The results of the election give us hope that things will get better. But look at these three prophetic and sobering words we mustn’t overlook.
April 1, 2021
“I love you!” If the US government got a penny for each time an American uttered those words in the course of a single day, our national debt would be paid off at the stroke of midnight. It wasn’t so a few generations ago. That expression was hard to come by in those bygone days. However, the actions commensurate with that phrase seemed to have been much more fashionable than they are today.
“It’s high time we return to the only one who can truly define ‘love’—the One who created it.”In the 21st century, everyone seems to have their own definition of the word “love”—from popular talk show hosts to your garden variety psychologists and self-styled pop icons, everyone wants to weigh in. But they are all way in over their heads. And in an age when words speak much louder than actions, it’s high time we return to the only one who can truly define “love”—the One who created it:
Love suffers long and is kind; love does not envy; love does not parade itself, is not puffed up; does not behave rudely, does not seek its own, is not provoked, thinks no evil; does not rejoice in iniquity, but rejoices in the truth; bears all things, believes all things, hopes all things, endures all things. Love never fails. (1 Corinthians 13:4–8)
This is it. Your search is over. No need to look any further. This means that when we say to someone, “I love you,” we automatically imply that we are carrying out toward them all the attributes of love found in 1 Corinthians 13. Are we?
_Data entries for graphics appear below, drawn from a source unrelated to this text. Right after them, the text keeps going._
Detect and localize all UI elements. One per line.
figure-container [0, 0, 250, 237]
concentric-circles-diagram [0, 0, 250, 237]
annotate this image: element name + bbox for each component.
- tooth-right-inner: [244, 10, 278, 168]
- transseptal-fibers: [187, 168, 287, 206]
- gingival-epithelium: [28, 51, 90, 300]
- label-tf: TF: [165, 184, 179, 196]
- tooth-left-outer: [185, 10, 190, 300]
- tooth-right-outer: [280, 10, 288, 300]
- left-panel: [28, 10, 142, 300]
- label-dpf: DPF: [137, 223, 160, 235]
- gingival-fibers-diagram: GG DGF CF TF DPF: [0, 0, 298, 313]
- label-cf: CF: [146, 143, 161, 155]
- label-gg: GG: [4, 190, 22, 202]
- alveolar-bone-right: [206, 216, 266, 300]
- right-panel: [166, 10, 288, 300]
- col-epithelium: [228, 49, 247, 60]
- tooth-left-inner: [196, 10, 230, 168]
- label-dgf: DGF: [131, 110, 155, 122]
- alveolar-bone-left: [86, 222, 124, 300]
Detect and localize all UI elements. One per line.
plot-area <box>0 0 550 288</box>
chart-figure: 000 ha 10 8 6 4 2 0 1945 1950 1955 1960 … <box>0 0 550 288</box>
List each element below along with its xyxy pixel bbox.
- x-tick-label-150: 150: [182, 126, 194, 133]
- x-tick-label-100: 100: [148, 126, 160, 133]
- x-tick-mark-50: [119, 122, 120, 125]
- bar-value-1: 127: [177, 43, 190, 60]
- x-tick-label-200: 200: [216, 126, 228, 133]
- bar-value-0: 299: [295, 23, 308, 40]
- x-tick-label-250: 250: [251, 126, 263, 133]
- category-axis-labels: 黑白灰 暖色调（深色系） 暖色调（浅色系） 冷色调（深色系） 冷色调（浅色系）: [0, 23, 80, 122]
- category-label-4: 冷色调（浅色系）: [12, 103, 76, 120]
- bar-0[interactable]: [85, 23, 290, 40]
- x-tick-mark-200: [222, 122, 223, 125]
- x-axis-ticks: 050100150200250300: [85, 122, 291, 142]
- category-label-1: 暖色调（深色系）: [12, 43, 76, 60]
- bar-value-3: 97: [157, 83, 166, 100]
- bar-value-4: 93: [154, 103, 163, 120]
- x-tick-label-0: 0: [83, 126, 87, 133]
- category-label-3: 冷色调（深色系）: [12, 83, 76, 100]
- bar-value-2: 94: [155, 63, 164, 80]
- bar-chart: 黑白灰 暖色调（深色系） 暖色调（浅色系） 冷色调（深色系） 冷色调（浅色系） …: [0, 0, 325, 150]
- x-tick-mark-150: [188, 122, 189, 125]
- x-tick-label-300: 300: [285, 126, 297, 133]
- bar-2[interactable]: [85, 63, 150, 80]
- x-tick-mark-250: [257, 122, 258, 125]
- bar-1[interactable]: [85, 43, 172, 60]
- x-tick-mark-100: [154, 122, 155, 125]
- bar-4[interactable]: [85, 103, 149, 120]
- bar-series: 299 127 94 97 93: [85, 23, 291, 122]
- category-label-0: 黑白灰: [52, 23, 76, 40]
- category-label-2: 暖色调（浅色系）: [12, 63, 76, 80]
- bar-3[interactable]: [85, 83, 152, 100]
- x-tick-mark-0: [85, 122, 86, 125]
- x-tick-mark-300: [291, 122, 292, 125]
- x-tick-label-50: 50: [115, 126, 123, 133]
Perhaps it’s time we take heed of the apostle John’s exhortation in 1 John 3:18: “My little children, let us not love in word or in tongue. but in deed and in truth.”
“While many of us readily declare our love for the Lord and our neighbor, how often do we show it by caring enough to share the gospel?”
I think it’s time we start doing a little less talkin’ and a lot more lovin’. Perhaps you’ll be encouraged by the words of this poem I penned many years ago:
Love me not with words
Speak of patience
Show me haste
Speak of kindness
Show me meanness
What a waste, what a waste
“I’m not jealous”
Yet you envy
“I’m not boastful”
Yet you gloat
“I’m not rude”
“I’m not selfish”
Yet that’s not what you promote
Talk of calmness
Talk of peace
Walk in anger
Walk in rage
Talk forgiveness
Yet not cease
Holding grudges
Old with age
“I hate unrighteousness”
You say
Yet applaud it
Everyday
“I hate lies”
Yet devise
Sneaky schemes
And foul play
“I’ll stick it through with you”
“Believe in you”
“And hope the best”
Yet in the time of trouble
This was not at all expressed
So love me not with words
For words shall not prevail
Love me in deed and truth
For true love shall not fail
In response to the two greatest commandments—loving God and loving people (Mark 12:28–31)—can you think of any greater way to demonstrate that love than through the proclamation of the gospel? While many of us readily declare our love for the Lord and our neighbor, how often do we show it by caring enough to share the gospel?
Let us, by God’s grace, determine to begin demonstrating our love in deed and in truth.